As the Sports Editor of The Sun, I get a complimentary issue of Sports Illustrated thanks to the fine folks who crunch the numbers and keep this place afloat financially.
Normally, I rather enjoy SI’s view on the world of sports.
But one week a year, I question what the hell is the point of the magazine.
If you haven’t figured it out by now (or seen it on the newsstand), perhaps the last bastion of male chauvinism in mainstream print media is out this week.
The Swimsuit Issue.
Yes, these women are incredibly gorgeous when they manage not to look anorexic. But what the hell are they doing in perhaps the most reputable sports publication in the country?
The Swimsuit Issue makes a mockery out of the this esteemed magazine and its readers. Let’s face it, you don’t look at the Swimsuit Issue for athletic information. You can’t, because there isn’t coverage of any athletic event anywhere in the world in this year’s issue, and that’s not the only thing that lacks coverage. Granted, last year’s issue did include an informative piece about how athletes and their wives have been affected by the swimsuit industry, by making the wives wear the swimsuits. This was only slightly less informative than Cosmo’s January issue explaining Plato’s theory of justice.
As I waltzed into The Sun and checked out the new issue, I was struck by how dumb it truly is. The target audience is obviously composed entirely of men who couldn’t buy the swimsuits advertised in the “Swimsuit Issue” for a woman even if they wanted to. No woman they know would crawl into these swimsuits, even if they did have the impossible body type.
And then as I sat there scanning the publication, a female sports writer walked into the room. Now, it’s not that I think women can’t get past guys looking at this magazine, but I think it likely damages my credibility as an editor to any women on staff if I go around gwaking at the models, proclaiming this is the best Swimsuit Issue ever.
I’m not a woman, so I’m not sure, but I don’t think that any female writers in the Sports section of The Sun would be really pleased by this.
I don’t claim to be making a revolutionary argument here, nor I am a puritan boy who thinks you can’t touch a female until marriage. I don’t think beautiful women should run and hide, and I don’t claim to be a great supporter of feminist movements (with my limited understanding of them).
What I do think is that a reputable sports magazine publishing a yearly issue filled with nothing but ravishing women covered by next to nothing is outrageous. And that there is no information relevant to athletics at all in the magazine is heinous.
If Sports Illustrated wants to continue publishing the issue, it should put “Swimsuit Illustrated” across the top. This issue has nothing to do with athletics, so it’s time to stop publishing it under any relation to the world of sports.
Besides, if you want to see women with the “perfect body” in bathing suits crossed with birthday suits, go buy a Playboy or a Maxim. Just don’t pretend you’re reading it for the articles.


● **Action item**:
Within the entries below, the lines from the one with "Image is 644x362 pixels." through the one with "Image is 570x353 pixels." are to be set down exactly, both ends kept.

● **Data provided**:

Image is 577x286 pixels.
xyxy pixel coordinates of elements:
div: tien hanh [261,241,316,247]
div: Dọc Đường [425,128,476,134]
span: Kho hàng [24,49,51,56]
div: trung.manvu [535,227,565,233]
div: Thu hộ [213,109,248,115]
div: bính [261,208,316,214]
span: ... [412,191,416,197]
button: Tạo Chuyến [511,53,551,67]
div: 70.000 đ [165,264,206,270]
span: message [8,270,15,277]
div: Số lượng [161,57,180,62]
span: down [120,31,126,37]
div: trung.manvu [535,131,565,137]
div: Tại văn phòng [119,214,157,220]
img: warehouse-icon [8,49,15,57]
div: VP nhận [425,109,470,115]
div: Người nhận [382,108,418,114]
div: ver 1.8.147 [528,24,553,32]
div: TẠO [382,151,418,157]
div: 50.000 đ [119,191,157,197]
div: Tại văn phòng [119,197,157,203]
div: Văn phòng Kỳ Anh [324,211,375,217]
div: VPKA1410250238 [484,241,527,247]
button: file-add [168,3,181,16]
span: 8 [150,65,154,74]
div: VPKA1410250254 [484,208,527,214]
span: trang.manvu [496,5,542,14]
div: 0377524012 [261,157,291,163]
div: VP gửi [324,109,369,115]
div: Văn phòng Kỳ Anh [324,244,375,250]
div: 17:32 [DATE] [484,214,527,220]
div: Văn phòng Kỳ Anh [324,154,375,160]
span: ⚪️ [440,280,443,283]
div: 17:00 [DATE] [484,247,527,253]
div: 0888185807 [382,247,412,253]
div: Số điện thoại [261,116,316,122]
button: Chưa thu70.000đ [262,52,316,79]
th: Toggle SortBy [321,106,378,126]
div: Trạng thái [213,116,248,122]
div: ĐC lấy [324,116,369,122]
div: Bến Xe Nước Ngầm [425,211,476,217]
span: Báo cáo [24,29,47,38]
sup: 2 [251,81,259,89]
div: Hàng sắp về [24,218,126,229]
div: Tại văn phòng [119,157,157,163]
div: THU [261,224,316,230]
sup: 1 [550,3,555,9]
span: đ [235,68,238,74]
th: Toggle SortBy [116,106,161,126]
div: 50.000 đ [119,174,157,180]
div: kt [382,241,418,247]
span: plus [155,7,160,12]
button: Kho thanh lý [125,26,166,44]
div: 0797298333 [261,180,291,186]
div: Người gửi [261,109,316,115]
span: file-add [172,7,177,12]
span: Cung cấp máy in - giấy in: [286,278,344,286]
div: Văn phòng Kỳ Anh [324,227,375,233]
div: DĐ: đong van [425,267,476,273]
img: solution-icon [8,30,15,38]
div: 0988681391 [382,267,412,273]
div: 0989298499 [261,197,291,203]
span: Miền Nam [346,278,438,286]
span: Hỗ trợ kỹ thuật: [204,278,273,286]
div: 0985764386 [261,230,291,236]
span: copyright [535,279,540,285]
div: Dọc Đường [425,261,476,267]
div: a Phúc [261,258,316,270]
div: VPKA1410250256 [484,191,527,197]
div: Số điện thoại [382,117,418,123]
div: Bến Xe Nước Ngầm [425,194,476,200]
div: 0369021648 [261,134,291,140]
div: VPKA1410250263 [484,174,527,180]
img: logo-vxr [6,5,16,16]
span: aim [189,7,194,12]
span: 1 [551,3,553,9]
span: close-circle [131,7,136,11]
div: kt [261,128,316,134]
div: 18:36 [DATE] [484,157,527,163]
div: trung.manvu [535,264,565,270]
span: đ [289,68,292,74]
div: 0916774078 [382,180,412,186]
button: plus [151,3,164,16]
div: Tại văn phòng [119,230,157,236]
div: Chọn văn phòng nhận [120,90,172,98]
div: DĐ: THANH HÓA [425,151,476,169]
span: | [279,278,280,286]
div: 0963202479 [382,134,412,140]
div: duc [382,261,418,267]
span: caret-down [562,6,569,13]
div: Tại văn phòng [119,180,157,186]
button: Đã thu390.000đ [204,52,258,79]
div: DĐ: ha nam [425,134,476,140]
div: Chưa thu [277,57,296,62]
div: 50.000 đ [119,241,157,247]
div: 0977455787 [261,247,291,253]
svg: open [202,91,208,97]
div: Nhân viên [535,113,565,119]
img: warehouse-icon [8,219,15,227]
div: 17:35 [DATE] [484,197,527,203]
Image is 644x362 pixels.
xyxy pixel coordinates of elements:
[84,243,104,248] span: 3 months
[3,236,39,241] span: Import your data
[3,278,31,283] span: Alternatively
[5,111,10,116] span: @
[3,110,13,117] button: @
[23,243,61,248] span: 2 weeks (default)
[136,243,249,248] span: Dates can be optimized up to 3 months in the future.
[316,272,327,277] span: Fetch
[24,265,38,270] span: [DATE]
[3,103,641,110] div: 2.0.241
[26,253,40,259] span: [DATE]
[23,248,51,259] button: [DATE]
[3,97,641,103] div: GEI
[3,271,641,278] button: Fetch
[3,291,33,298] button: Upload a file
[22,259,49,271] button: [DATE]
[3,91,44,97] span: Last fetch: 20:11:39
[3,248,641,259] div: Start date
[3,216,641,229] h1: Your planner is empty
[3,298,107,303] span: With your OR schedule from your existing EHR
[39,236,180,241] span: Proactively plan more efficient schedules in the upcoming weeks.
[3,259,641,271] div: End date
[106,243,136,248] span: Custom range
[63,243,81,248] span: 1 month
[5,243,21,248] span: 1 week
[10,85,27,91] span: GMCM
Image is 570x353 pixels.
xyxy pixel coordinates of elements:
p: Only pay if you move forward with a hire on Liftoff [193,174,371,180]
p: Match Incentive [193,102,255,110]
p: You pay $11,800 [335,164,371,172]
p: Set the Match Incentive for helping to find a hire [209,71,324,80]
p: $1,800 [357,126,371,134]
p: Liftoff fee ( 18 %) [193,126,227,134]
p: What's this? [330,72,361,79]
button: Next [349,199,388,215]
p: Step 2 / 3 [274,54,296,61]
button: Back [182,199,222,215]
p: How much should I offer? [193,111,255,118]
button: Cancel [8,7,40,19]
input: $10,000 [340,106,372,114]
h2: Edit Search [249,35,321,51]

...

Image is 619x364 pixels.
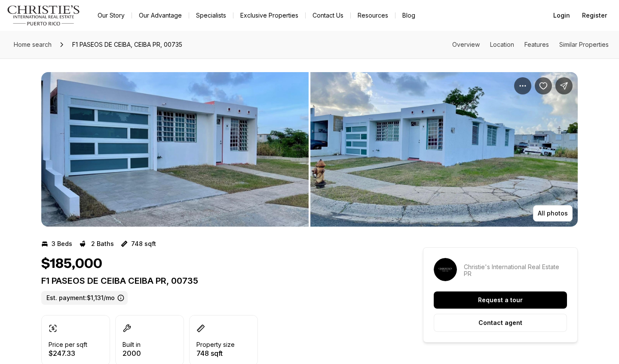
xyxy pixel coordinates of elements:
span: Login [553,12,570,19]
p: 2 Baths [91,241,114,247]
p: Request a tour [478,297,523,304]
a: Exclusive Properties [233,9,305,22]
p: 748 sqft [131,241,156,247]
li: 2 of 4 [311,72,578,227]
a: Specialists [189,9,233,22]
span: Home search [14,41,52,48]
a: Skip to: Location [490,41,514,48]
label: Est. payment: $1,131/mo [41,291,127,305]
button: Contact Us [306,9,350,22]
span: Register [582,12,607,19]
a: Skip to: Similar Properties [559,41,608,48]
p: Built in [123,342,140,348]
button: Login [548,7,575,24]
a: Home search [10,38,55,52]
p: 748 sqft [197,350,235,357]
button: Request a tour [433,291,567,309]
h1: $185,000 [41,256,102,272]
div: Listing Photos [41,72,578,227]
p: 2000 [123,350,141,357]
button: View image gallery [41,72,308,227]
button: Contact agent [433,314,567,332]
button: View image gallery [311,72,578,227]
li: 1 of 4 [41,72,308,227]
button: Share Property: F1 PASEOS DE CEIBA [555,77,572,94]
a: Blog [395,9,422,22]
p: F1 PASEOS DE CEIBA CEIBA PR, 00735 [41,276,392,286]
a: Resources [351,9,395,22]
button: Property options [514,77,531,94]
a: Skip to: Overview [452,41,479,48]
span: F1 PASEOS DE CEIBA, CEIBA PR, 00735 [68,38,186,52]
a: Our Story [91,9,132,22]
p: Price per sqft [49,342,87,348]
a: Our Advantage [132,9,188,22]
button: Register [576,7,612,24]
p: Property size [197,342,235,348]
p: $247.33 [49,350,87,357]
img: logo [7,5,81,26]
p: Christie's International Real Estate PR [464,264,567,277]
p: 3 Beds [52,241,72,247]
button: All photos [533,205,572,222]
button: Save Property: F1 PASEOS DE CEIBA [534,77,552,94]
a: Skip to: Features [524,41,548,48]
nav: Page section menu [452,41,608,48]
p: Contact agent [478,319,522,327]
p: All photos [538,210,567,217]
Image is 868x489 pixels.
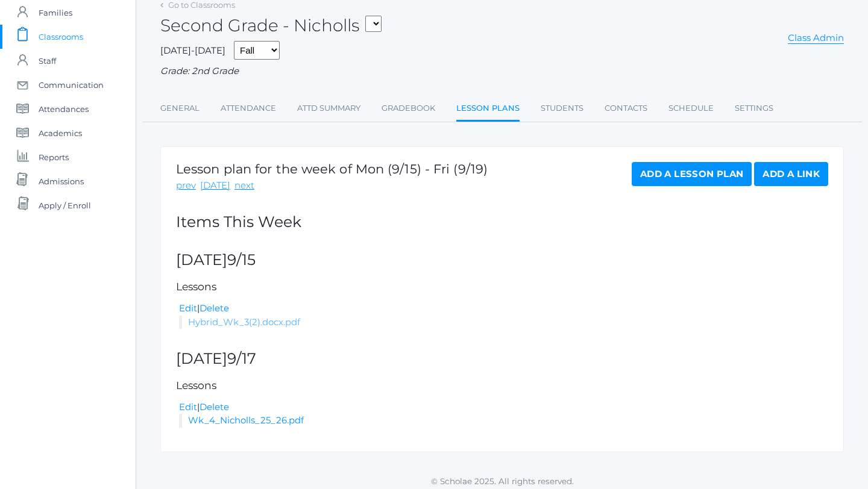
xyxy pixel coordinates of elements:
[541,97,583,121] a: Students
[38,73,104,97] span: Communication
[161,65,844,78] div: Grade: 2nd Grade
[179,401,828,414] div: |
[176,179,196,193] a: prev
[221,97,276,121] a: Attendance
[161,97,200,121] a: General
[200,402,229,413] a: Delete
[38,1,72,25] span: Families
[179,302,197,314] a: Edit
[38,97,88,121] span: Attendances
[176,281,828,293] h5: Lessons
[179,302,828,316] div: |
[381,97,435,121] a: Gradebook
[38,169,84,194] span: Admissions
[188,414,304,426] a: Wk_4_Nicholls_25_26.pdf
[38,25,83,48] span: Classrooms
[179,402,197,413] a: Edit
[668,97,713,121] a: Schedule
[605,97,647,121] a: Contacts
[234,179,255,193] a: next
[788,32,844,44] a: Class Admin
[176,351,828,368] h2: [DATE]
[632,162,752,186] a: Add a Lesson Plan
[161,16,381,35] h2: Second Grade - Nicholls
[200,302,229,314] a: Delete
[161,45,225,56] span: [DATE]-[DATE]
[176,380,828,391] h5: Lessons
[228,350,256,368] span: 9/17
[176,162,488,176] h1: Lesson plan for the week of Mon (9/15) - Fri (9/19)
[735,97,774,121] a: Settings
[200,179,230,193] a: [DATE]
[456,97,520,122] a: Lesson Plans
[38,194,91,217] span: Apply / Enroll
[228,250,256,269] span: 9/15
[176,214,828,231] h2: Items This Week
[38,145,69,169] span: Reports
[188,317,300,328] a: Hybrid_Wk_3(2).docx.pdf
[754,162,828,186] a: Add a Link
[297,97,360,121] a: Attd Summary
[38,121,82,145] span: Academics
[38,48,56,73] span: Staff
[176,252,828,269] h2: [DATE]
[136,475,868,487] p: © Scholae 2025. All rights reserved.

● **Solution for this exercise**:
Image is 644x362 pixels.
xyxy pixel coordinates of elements:
[84,243,104,248] span: 3 months
[3,236,39,241] span: Import your data
[3,278,31,283] span: Alternatively
[5,111,10,116] span: @
[3,110,13,117] button: @
[23,243,61,248] span: 2 weeks (default)
[136,243,249,248] span: Dates can be optimized up to 3 months in the future.
[316,272,327,277] span: Fetch
[24,265,38,270] span: [DATE]
[3,103,641,110] div: 2.0.241
[26,253,40,259] span: [DATE]
[23,248,51,259] button: [DATE]
[3,97,641,103] div: GEI
[3,271,641,278] button: Fetch
[3,291,33,298] button: Upload a file
[22,259,49,271] button: [DATE]
[3,91,44,97] span: Last fetch: 20:11:39
[3,248,641,259] div: Start date
[3,216,641,229] h1: Your planner is empty
[3,298,107,303] span: With your OR schedule from your existing EHR
[39,236,180,241] span: Proactively plan more efficient schedules in the upcoming weeks.
[3,259,641,271] div: End date
[106,243,136,248] span: Custom range
[63,243,81,248] span: 1 month
[5,243,21,248] span: 1 week
[10,85,27,91] span: GMCM
Image is 570x353 pixels.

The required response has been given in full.